Any discussion about decline in the US should look to Britain for historical guidance.

Like the US, Britain started from a position of technological leadership and absolute economic preeminence.  As the technologies diffused, it was doomed by its small population to relative decline. Even if it had maintained its leadership in terms of income per capita, its total GDP would inevitably be eclipsed by GDP in US, just at GDP in the US will surely be surpassed by GDP in China.

Britain has, nevertheless, remained a world leader. It has an asset that GDP can’t buy.

Gordon Brown once observed that in establishing the rule of law, the first five centuries are always the hardest. Does this mean that each country follow this same slow path?
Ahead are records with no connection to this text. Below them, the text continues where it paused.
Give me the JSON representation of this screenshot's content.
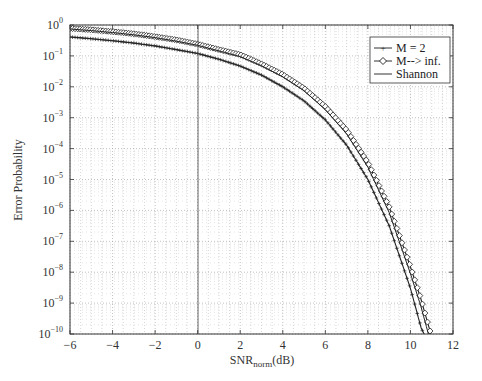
{
  "chart_data": {
    "type": "line",
    "title": "",
    "xlabel": "SNR_norm(dB)",
    "xlabel_main": "SNR",
    "xlabel_sub": "norm",
    "xlabel_suffix": "(dB)",
    "ylabel": "Error Probability",
    "xlim": [
      -6,
      12
    ],
    "ylim": [
      1e-10,
      1
    ],
    "yscale": "log",
    "grid": true,
    "legend_position": "upper right",
    "x_ticks": [
      -6,
      -4,
      -2,
      0,
      2,
      4,
      6,
      8,
      10,
      12
    ],
    "x_tick_labels": [
      "−6",
      "−4",
      "−2",
      "0",
      "2",
      "4",
      "6",
      "8",
      "10",
      "12"
    ],
    "y_ticks_exp": [
      0,
      -1,
      -2,
      -3,
      -4,
      -5,
      -6,
      -7,
      -8,
      -9,
      -10
    ],
    "series": [
      {
        "name": "M = 2",
        "marker": "+",
        "x": [
          -6,
          -5,
          -4,
          -3,
          -2,
          -1,
          0,
          1,
          2,
          3,
          4,
          5,
          6,
          7,
          8,
          9,
          10,
          10.5,
          11,
          11.3
        ],
        "values": [
          0.41,
          0.36,
          0.31,
          0.26,
          0.21,
          0.16,
          0.12,
          0.078,
          0.047,
          0.024,
          0.01,
          0.0035,
          0.00085,
          0.00013,
          1e-05,
          3.2e-07,
          3e-09,
          1.6e-10,
          3e-11,
          7e-12
        ]
      },
      {
        "name": "M--> inf.",
        "marker": "diamond",
        "x": [
          -6,
          -5,
          -4,
          -3,
          -2,
          -1,
          0,
          1,
          2,
          3,
          4,
          5,
          6,
          7,
          8,
          9,
          10,
          10.5,
          11,
          11.5
        ],
        "values": [
          0.78,
          0.7,
          0.61,
          0.52,
          0.42,
          0.33,
          0.24,
          0.16,
          0.11,
          0.055,
          0.025,
          0.009,
          0.0023,
          0.0004,
          3.5e-05,
          1.3e-06,
          1.5e-08,
          1.3e-09,
          8e-11,
          3e-12
        ]
      },
      {
        "name": "Shannon",
        "marker": "none",
        "x": [
          -6,
          -5,
          -4,
          -3,
          -2,
          -1,
          0,
          1,
          2,
          3,
          4,
          5,
          6,
          7,
          8,
          9,
          10,
          10.5,
          11,
          11.4
        ],
        "values": [
          0.74,
          0.66,
          0.57,
          0.48,
          0.39,
          0.3,
          0.22,
          0.145,
          0.095,
          0.048,
          0.021,
          0.0075,
          0.0018,
          0.0003,
          2.5e-05,
          8.5e-07,
          9e-09,
          7.5e-10,
          4e-11,
          4e-12
        ]
      }
    ]
  },
  "legend": {
    "items": [
      "M = 2",
      "M--> inf.",
      "Shannon"
    ]
  }
}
Of course not. The Privy Council now acts as the court of appeal for many nations in Ready to take the next step? Get free insurance health insurance quotes or find an agent near you. the Commonwealth. They retain local executive dgfev online casino and legislative capacities, even their existing legal traditions. But through this arrangement, younger nations get instant access to a credible form of judicial independence. The new debate in Britain asks whether this arrangement could voluntarily be extended beyond the Commonwealth. See, for example, the discussion about Honduras’ preparation to send appeals to the Privy Council.

This debate has opened up because of efforts in Honduras to develop a new city-scale reform zone. (For more on this strategy, as highlighted in Brandon Fuller’s recent post.) The conjecture is that Britain could encourage in other places the kind of development that it spurred in Asia by fostering an outpost of British law in Hong Kong.

If, indeed, the rule of law is among the most important human inventions, the UK could continue to exert for decades — perhaps forever — an outsized influence on world affairs. All it needs to do is keep encouraging the spread of its most important invention.

Paul Romer is Professor of Economics at New York University’s Stern School of Business and Director of its Urbanization Project. The Urbanization Project addresses a truly historic challenge and opportunity: welcoming an additional 3 – 5 billion people to urban life in less than a century.